What kind of year did I have?
Is who I am now what I was?
Am I happy with myself?
Answer(s): Foundational, no, yes.
I started the year with a mission: Do less or do nothing. An anti-new years resolution. It was my first year in which I could finally afford leisure and saw it as my window on how to learn how to rest. I wanted nothing from the world so I decided to give it the bare minimum in return. I would simply exist to exist. I slept in, I wandered, I played with my hair. I did not pick up extra projects. I said “no” a lot. I fought quiet battles. I learned to enjoy my own company. I got by with a little help from my friends. I proved to my inner-child that I could provide for her and keep her safe. I taught myself how to play. I learned how to give from love instead of giving to be loved. I lost my phone a lot. Those days were the best. I listened more. I was radically honest. I pushed out into the buffer zone and judged myself less. I fell in love with The Land.

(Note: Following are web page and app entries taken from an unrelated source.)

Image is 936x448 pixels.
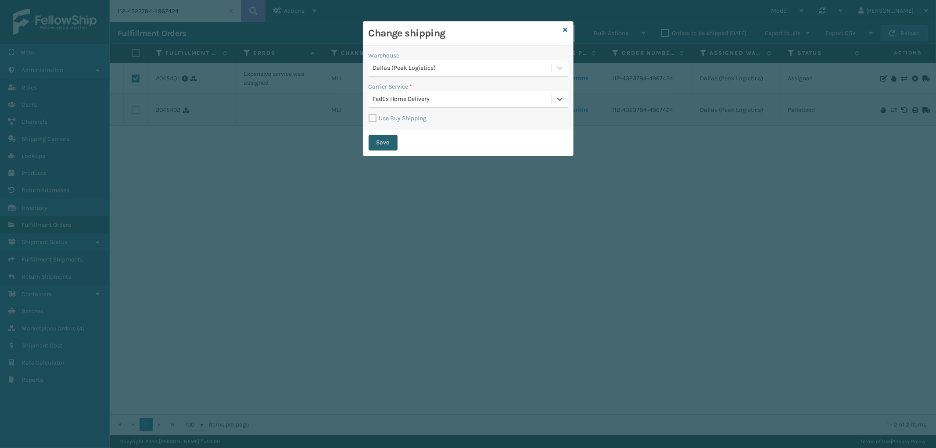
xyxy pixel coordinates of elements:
div: Dallas (Peak Logistics) [373,64,552,73]
label: Warehouse [369,51,400,60]
label: Use Buy Shipping [369,115,427,122]
label: Carrier Service [369,82,412,91]
h3: Change shipping [369,27,560,40]
div: FedEx Home Delivery [373,95,552,104]
button: Save [369,135,398,151]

The ranking I had for myself climbed to the number one spot.
I’ve let go of the wheel.
Key Takeaways
World View(s)
- Most things created in a capitalist society were not made to make you feel good, rather it provides temporary satisfaction in hopes that in your come down from your momentary high that you crash into anxiety, depression, envy, and other self-deprecating thoughts so that you reach out for the next temporary solution. You are a customer first, human last. If the world is not serving you, step out of it. Don’t worry it’ll still be there. You are not the center of the universe.
- Fill in the blank Other people’s _____ does not negate my _____.
(ex. “ Other people’s success does not negate my own success.” / “ Other people’s happiness does not negate my own happiness.”
- Delusions are fun.
Personal View(s)
- You are loved.
- That inner voice that’s telling you that you’re not good enough was a learned language from someone that did not know how to take care of you. Recognize the inaccuracy, forgive the situation, and move on.
- Accept people for where they are.
- I am willing to lose in order to win.